Liquids such as liquid water can only dissolve a certain amount of a solid at room temperature and pressure. That is why some solid might remain undissolved if too much of a solid is added to the water. The salt or sugar dissolves until the ‘solution is saturated’. You can increase the amount of substance that dissolves in a liquid by increasing the temperature or pressure. Water can dissolve more sugar crystals when it is hot. If the sugar solution is saturated when it is hot, sugar will crystallise from the solution when it cools.
Gases can also dissolve in liquids. ‘Carbonated water’, used for soft drinks, is water in which carbon dioxide gas has been dissolved. The water and gas are put under pressure so more gas is dissolved in the water than would be the case under normal atmospheric conditions. When the pressure is released by opening a bottle or can, the excess carbon dioxide escapes from the water as bubbles.
Irreversible fire
Fire is what we see in the chemical reaction of combustion. This reaction requires three things: heat, fuel and oxygen. ‘Getting the fire started’ literally means creating enough heat for the fire to sustain itself while there is fuel and oxygen available. Once started, the reaction produces heat energy. The fuel provides the chemical energy for the reaction. It is generally carbon-based, such as wood, coal, natural gas, oil or wax. Oxygen from the air reacts with the fuel in the heat of the reaction.
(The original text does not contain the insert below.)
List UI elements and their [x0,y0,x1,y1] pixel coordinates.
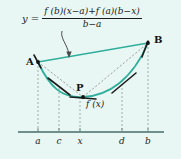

Combustion reactions usually produce carbon dioxide gas and water vapour, for example:
candle wax + oxygen → carbon dioxide + water
The wick of a candle burns long enough for the wax to start melting. The liquid wax is drawn up the wick to the flame where it becomes a gas. As a gas, it reacts with the oxygen and heat to generate carbon dioxide and water. This reaction releases energy in the form of heat. The carbon dioxide and water produced are gases; however, the water vapour will condense once away from the heat of the candle. Some wax particles begin to react with the oxygen but leave the candle before they are completely changed; these particles create a black smear where they land.